TWENTY-EIGHT years after, the family and comrades of Kalpana Chakma, a Hill Women’s Federation leader, still await justice as authorities have failed to resolve the abduction case. Kalpana was allegedly picked up on June 12, 1996 by a group of armed men, including a junior army officer, from her house in Rangamati. The case has recently been dismissed. In April, a judicial magistrate’s court in Rangamati accepted the final report that confirmed that Kalpana was abducted but failed to identify the perpetrators. Her brother Kalindi Kumar Chakma, a witness to the abduction and the plaintiff of the case, has consistently said that she was picked up by a group of armed men and raised concern about law enforcers’ sincerity. After the case dismissal, he expressed disappointment at the ethnically-biased legal system. He alleged that the police had dropped the name of the accused from the original first information report and subjected him and the family to interrogation and surveillance over the years but left the accused outside investigation purview. The case has been dismissed without ever properly interrogating the main accused which corroborates the claim that the police are out to save the alleged Bengali abductors of Kalpana.

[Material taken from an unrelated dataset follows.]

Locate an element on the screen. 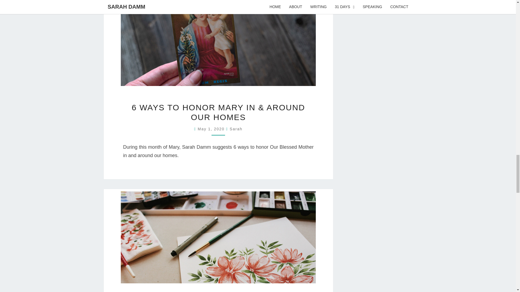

In addition to a judicial enquiry commission and an internal army investigation in nearly three decades, at least three police investigations were conducted on the abduction. The judicial enquiry commission concluded that Kalpana was ‘willingly or unwillingly’ abducted. It was, however, not possible for the commission to identify the abductor for lack of witnesses and evidence. In July 2014, a police investigation report to the court relied on similar rhetoric, noting that since she herself was a witness to her abduction, no progress could be made until her return. In September 2016, the police submitted their final report, confirming the crime of abduction, and sought a court order dismissing the case because there was insufficient evidence or witness to continue. The plaintiff filed a no-confidence petition in October 2016 and waited for nearly eight years before a full hearing on the petition could take place in August 2023. It is, therefore, not an overstatement when Kalpana’s family and comrades say that there is an ethnically majoritarian Bengali bias in the legal system and that legal bureaucracy is used and abused to delay and deny justice in the case.


The dismissal of the Kalpana Chakma abduction case, therefore, lends credence to the public perception that the institutional impunity that the civil and military administrations enjoy in the Chittagong Hill Tracts is an impediment to judicious investigation and has been an obstacle to justice delivery in the hill tracts. Justice in this case could have helped the government to begin an era of better understanding between the Bengali and non-Bengali nationalities.